BEGIN Data for this task
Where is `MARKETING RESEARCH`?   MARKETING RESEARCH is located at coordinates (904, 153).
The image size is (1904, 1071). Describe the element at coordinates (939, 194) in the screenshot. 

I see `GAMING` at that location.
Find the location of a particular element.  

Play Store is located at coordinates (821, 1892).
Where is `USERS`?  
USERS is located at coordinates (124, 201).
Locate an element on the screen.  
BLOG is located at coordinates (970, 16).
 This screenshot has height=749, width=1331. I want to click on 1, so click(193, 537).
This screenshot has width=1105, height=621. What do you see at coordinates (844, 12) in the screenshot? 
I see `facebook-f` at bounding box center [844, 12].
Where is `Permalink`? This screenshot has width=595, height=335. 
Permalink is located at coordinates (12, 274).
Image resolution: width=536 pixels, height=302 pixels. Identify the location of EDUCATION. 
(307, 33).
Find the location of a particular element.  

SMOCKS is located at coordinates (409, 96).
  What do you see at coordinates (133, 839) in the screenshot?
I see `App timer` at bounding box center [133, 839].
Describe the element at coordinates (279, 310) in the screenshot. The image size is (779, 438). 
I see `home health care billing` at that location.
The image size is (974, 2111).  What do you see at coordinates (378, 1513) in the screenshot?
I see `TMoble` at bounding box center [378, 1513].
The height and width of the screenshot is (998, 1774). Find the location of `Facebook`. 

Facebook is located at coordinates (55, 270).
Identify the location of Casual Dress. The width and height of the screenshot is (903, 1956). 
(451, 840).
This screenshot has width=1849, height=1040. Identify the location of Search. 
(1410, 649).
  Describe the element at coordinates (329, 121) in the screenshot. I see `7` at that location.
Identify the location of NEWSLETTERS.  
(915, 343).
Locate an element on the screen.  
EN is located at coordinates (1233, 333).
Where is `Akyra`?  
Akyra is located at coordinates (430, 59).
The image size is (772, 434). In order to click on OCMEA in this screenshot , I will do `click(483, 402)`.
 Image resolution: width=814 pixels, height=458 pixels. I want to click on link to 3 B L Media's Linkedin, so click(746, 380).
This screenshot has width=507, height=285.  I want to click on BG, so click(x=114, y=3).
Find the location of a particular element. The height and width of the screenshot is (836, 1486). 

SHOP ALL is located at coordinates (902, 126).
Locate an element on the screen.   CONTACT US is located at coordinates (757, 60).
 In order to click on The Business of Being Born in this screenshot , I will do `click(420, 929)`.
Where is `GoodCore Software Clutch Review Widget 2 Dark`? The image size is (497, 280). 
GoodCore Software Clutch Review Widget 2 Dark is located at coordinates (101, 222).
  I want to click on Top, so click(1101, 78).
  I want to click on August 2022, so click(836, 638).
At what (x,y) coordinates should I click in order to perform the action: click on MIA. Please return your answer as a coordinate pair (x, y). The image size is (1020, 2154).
END Data for this task
Requirement: The entries shown above must be restated word for word.

Answer area:
Where is `MARKETING RESEARCH`?   MARKETING RESEARCH is located at coordinates (904, 153).
The image size is (1904, 1071). Describe the element at coordinates (939, 194) in the screenshot. 

I see `GAMING` at that location.
Find the location of a particular element.  

Play Store is located at coordinates (821, 1892).
Where is `USERS`?  
USERS is located at coordinates (124, 201).
Locate an element on the screen.  
BLOG is located at coordinates (970, 16).
 This screenshot has height=749, width=1331. I want to click on 1, so click(193, 537).
This screenshot has width=1105, height=621. What do you see at coordinates (844, 12) in the screenshot? 
I see `facebook-f` at bounding box center [844, 12].
Where is `Permalink`? This screenshot has width=595, height=335. 
Permalink is located at coordinates (12, 274).
Image resolution: width=536 pixels, height=302 pixels. Identify the location of EDUCATION. 
(307, 33).
Find the location of a particular element.  

SMOCKS is located at coordinates (409, 96).
  What do you see at coordinates (133, 839) in the screenshot?
I see `App timer` at bounding box center [133, 839].
Describe the element at coordinates (279, 310) in the screenshot. The image size is (779, 438). 
I see `home health care billing` at that location.
The image size is (974, 2111).  What do you see at coordinates (378, 1513) in the screenshot?
I see `TMoble` at bounding box center [378, 1513].
The height and width of the screenshot is (998, 1774). Find the location of `Facebook`. 

Facebook is located at coordinates (55, 270).
Identify the location of Casual Dress. The width and height of the screenshot is (903, 1956). 
(451, 840).
This screenshot has width=1849, height=1040. Identify the location of Search. 
(1410, 649).
  Describe the element at coordinates (329, 121) in the screenshot. I see `7` at that location.
Identify the location of NEWSLETTERS.  
(915, 343).
Locate an element on the screen.  
EN is located at coordinates (1233, 333).
Where is `Akyra`?  
Akyra is located at coordinates (430, 59).
The image size is (772, 434). In order to click on OCMEA in this screenshot , I will do `click(483, 402)`.
 Image resolution: width=814 pixels, height=458 pixels. I want to click on link to 3 B L Media's Linkedin, so click(746, 380).
This screenshot has width=507, height=285.  I want to click on BG, so click(x=114, y=3).
Find the location of a particular element. The height and width of the screenshot is (836, 1486). 

SHOP ALL is located at coordinates (902, 126).
Locate an element on the screen.   CONTACT US is located at coordinates (757, 60).
 In order to click on The Business of Being Born in this screenshot , I will do `click(420, 929)`.
Where is `GoodCore Software Clutch Review Widget 2 Dark`? The image size is (497, 280). 
GoodCore Software Clutch Review Widget 2 Dark is located at coordinates (101, 222).
  I want to click on Top, so click(1101, 78).
  I want to click on August 2022, so click(836, 638).
At what (x,y) coordinates should I click in order to perform the action: click on MIA. Please return your answer as a coordinate pair (x, y). The image size is (1020, 2154).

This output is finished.